Thumbnail cards animate in (slide + fade).
Download button shows a short success microcopy (toast) and a check animation once download starts.
Instructions / “How to download” section:
Add a short step-by-step block (3 steps): 1) Paste YouTube link, 2) Choose resolution, 3) Click Download. Provide small screenshots or icons. Include a FAQ blurb about copyright and using thumbnails properly.
Code & structure requirements:
Provide three separate files only: index.html, styles.css, app.js. No build step required; vanilla HTML/CSS/JS. Keep code modular and well commented.
index.html must contain meta tags (Open Graph, meta description), structured data snippet (JSON-LD) for a WebApplication, and semantic markup.
styles.css must use CSS variables for theme, responsive breakpoints, and include all animations. Keep styles safe for 4K displays (use max-width containers).
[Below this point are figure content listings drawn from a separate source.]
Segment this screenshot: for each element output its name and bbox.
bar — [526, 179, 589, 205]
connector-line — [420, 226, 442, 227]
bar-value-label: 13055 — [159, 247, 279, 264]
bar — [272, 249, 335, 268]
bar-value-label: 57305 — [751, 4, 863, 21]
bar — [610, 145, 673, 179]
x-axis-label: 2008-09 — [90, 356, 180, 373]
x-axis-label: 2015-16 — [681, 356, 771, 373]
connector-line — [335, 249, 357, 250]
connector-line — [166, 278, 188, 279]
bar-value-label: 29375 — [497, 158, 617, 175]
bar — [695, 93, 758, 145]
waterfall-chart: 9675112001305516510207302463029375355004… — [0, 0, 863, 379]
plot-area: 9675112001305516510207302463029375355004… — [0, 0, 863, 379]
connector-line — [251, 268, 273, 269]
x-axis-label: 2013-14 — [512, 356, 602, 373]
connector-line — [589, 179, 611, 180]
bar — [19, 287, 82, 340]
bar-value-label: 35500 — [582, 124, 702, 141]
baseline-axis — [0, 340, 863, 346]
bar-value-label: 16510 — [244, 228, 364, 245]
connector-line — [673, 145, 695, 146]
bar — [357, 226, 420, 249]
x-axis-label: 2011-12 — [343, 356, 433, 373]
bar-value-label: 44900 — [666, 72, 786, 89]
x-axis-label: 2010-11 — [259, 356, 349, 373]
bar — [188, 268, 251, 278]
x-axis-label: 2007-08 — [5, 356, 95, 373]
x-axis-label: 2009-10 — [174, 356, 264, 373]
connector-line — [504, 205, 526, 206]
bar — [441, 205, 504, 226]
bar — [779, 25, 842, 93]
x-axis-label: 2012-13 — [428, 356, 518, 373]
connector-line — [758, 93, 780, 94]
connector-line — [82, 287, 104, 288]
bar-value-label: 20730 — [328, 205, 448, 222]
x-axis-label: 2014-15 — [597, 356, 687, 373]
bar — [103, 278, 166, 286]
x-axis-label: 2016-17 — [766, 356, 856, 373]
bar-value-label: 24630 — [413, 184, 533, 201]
app.js must: validate and parse YouTube URLs robustly (support youtu.be, youtube.com/watch?v=, youtube.com/shorts/), build thumbnail URLs, test availability (via fetch head request or image onerror), update UI, and manage downloads. Add comments explaining the logic and fallback behaviour.
Performance & privacy:
Lazy-load thumbnails. Minimise external requests. Do not send user video URLs to any external server. Make everything client-side. If any external library is used (zip or tiny helper), list it and provide CDN fallback.
Extras (nice to have):
Drag & drop support for URLs.
Copy direct image link button.
Theme toggle (light/dark).
Small analytics placeholder (commented out) and a privacy note.
Deliverables:
index.html — full semantic HTML with header, main (input + preview + instructions), footer, and linked CSS/JS.
styles.css — complete style file with animations and responsive rules.
app.js — completed JS with comments and no external build.
A README block at the top of index.html or a separate readme comment describing file usage, browser support, and notes on 4K availability limitations.
Tone of UI text: friendly, concise British English (eg. “Paste a YouTube link to fetch thumbnails”).